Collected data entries
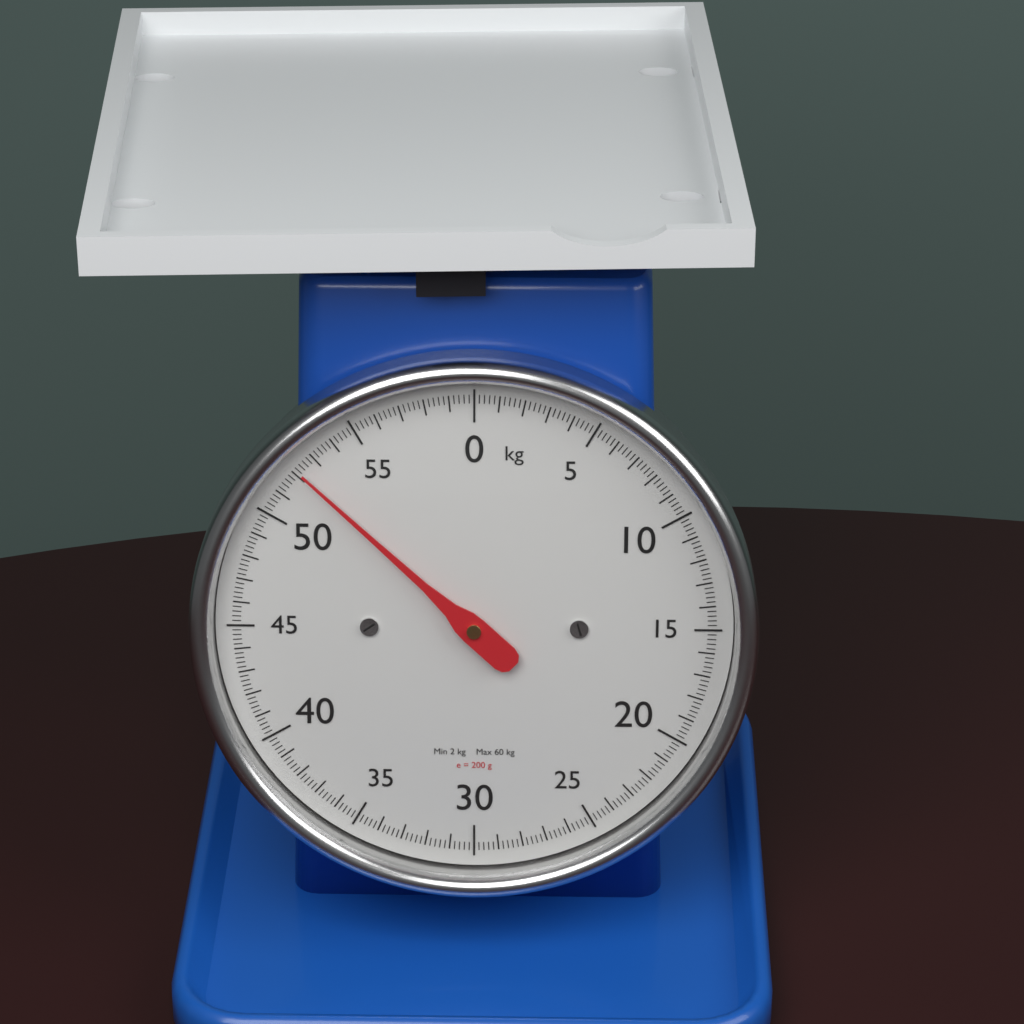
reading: 52.2 kg
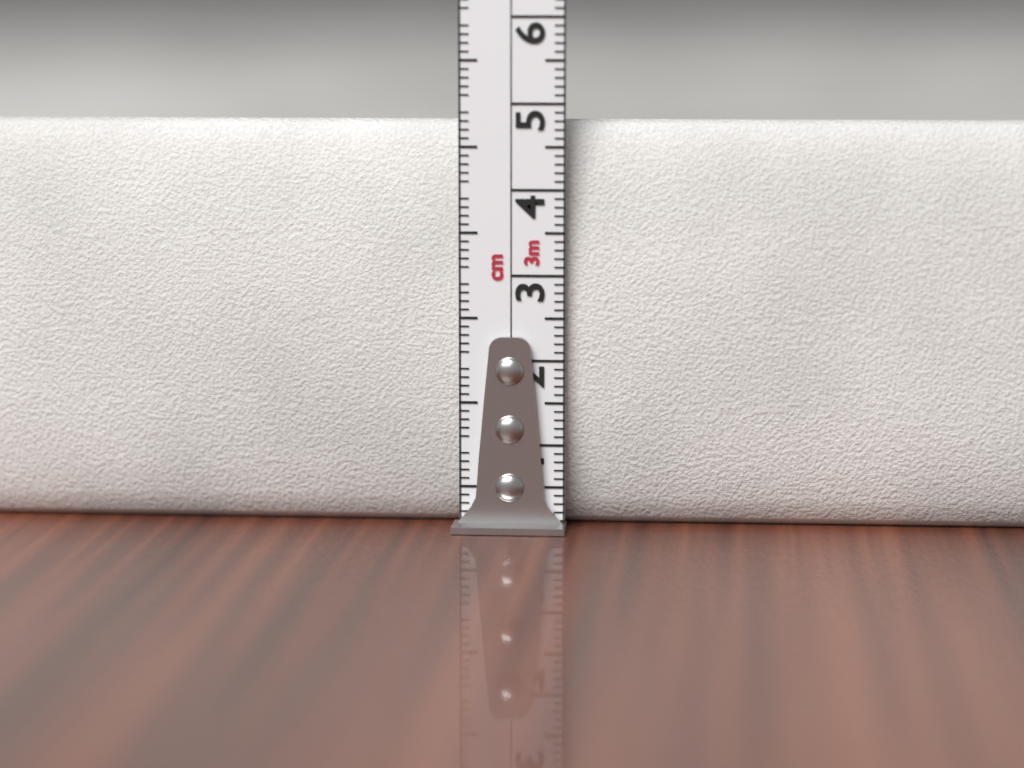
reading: 4.8 cm
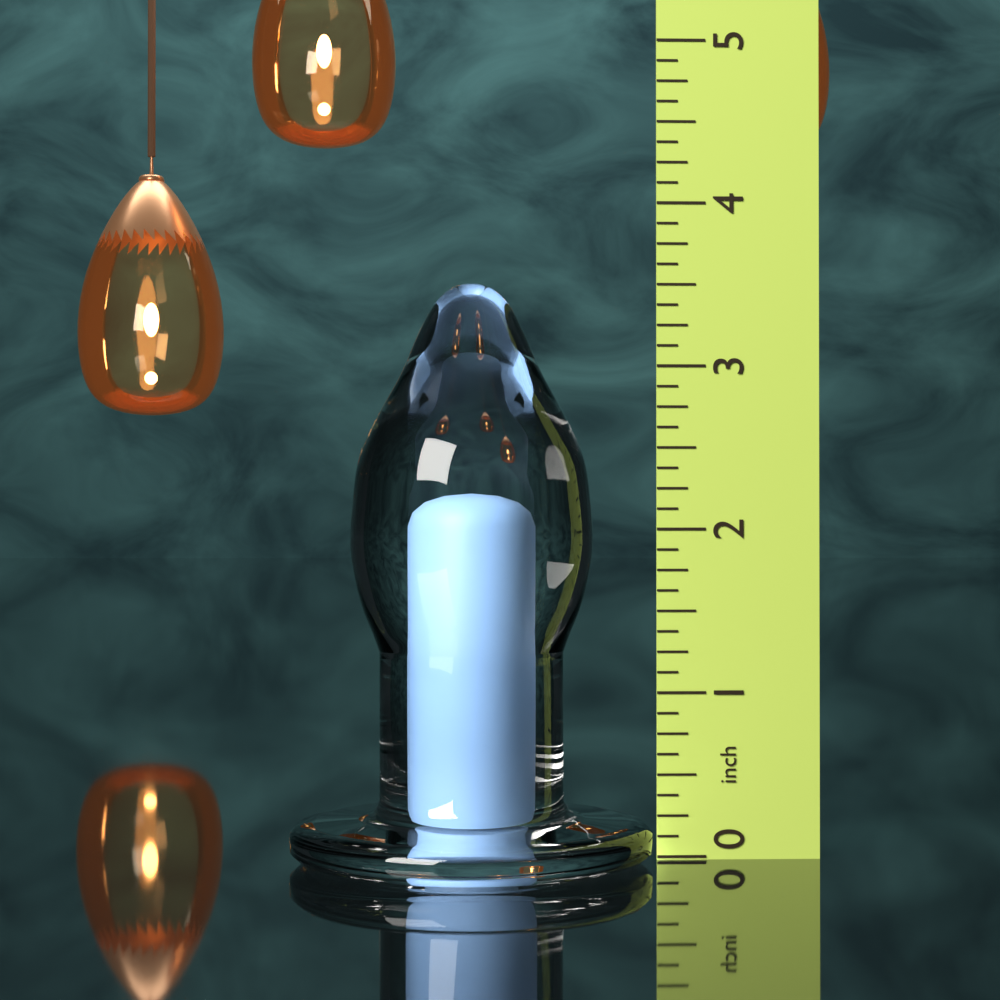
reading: 3.500 in
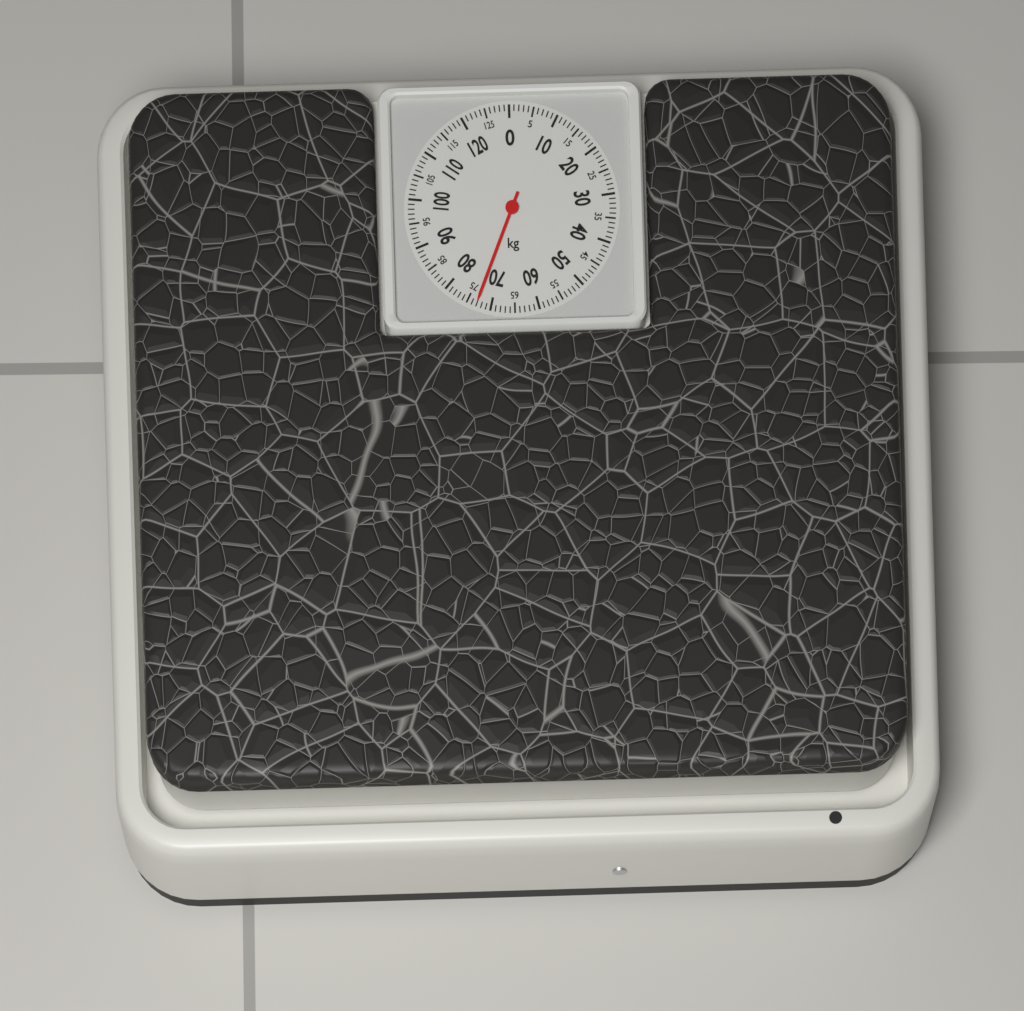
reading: 73 kg
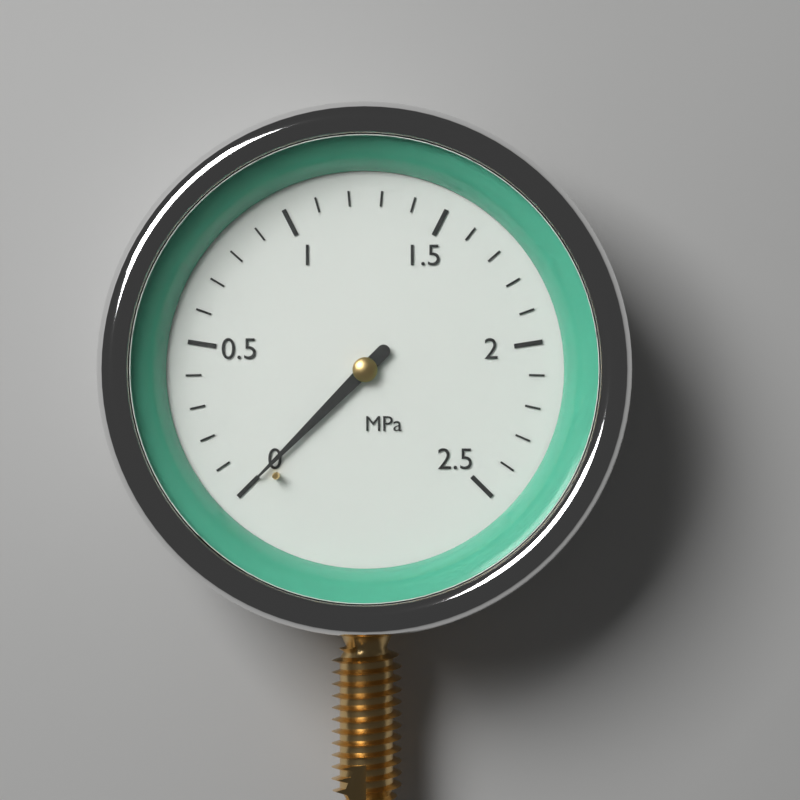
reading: 0.0 MPa
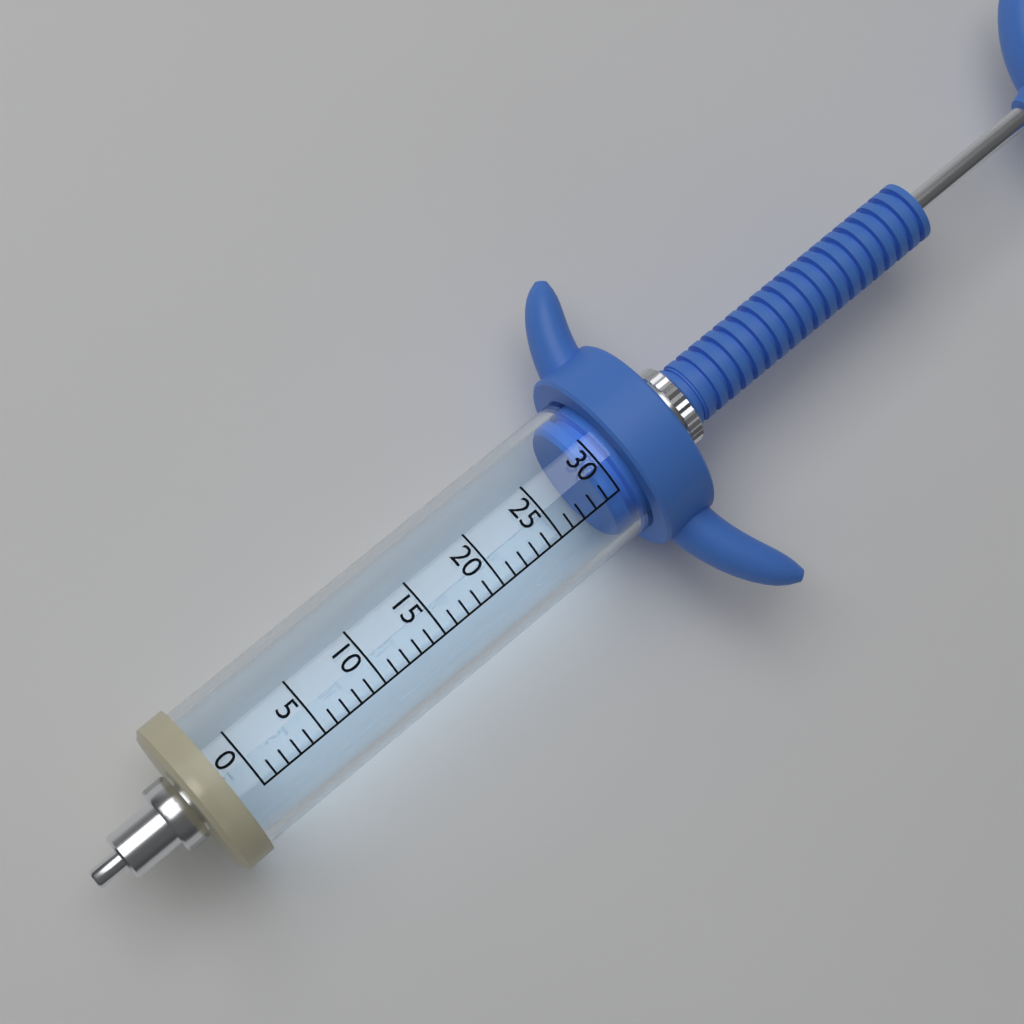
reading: 29 (no unit)
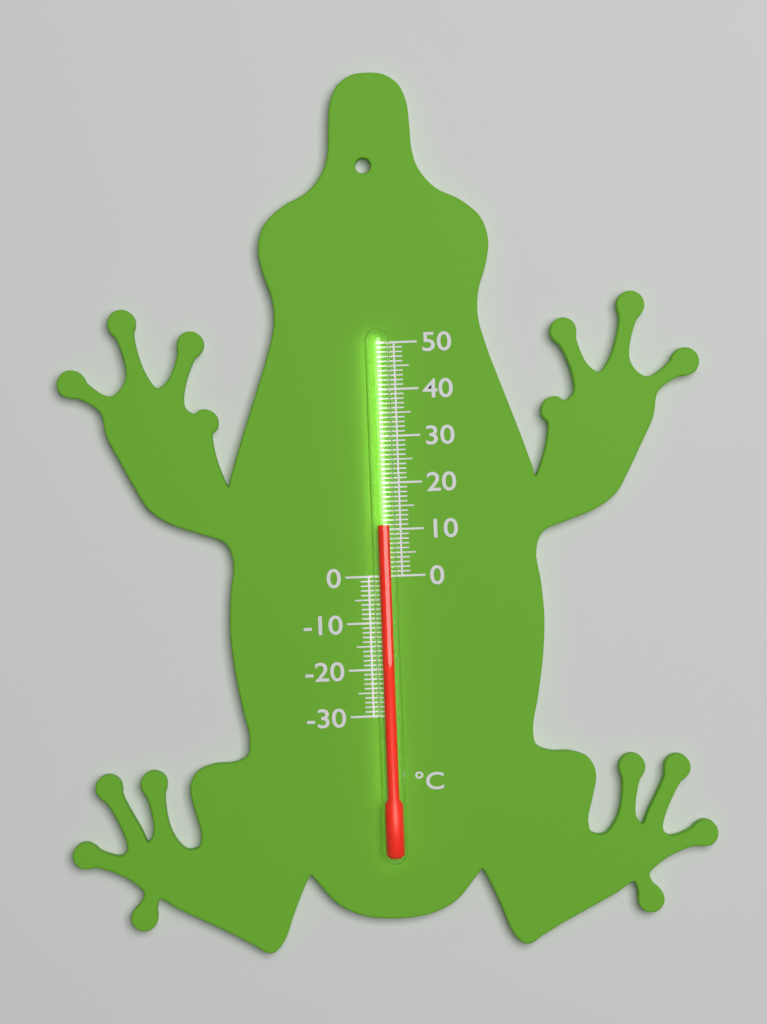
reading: 11 °C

> DESCRIPTION OF THE TASK
Drop the pictures and reproduce the rest of the data above exactly.

> SOLUTION TO THE PROBLEM
reading: 52.2 kg
reading: 4.8 cm
reading: 3.500 in
reading: 73 kg
reading: 0.0 MPa
reading: 29 (no unit)
reading: 11 °C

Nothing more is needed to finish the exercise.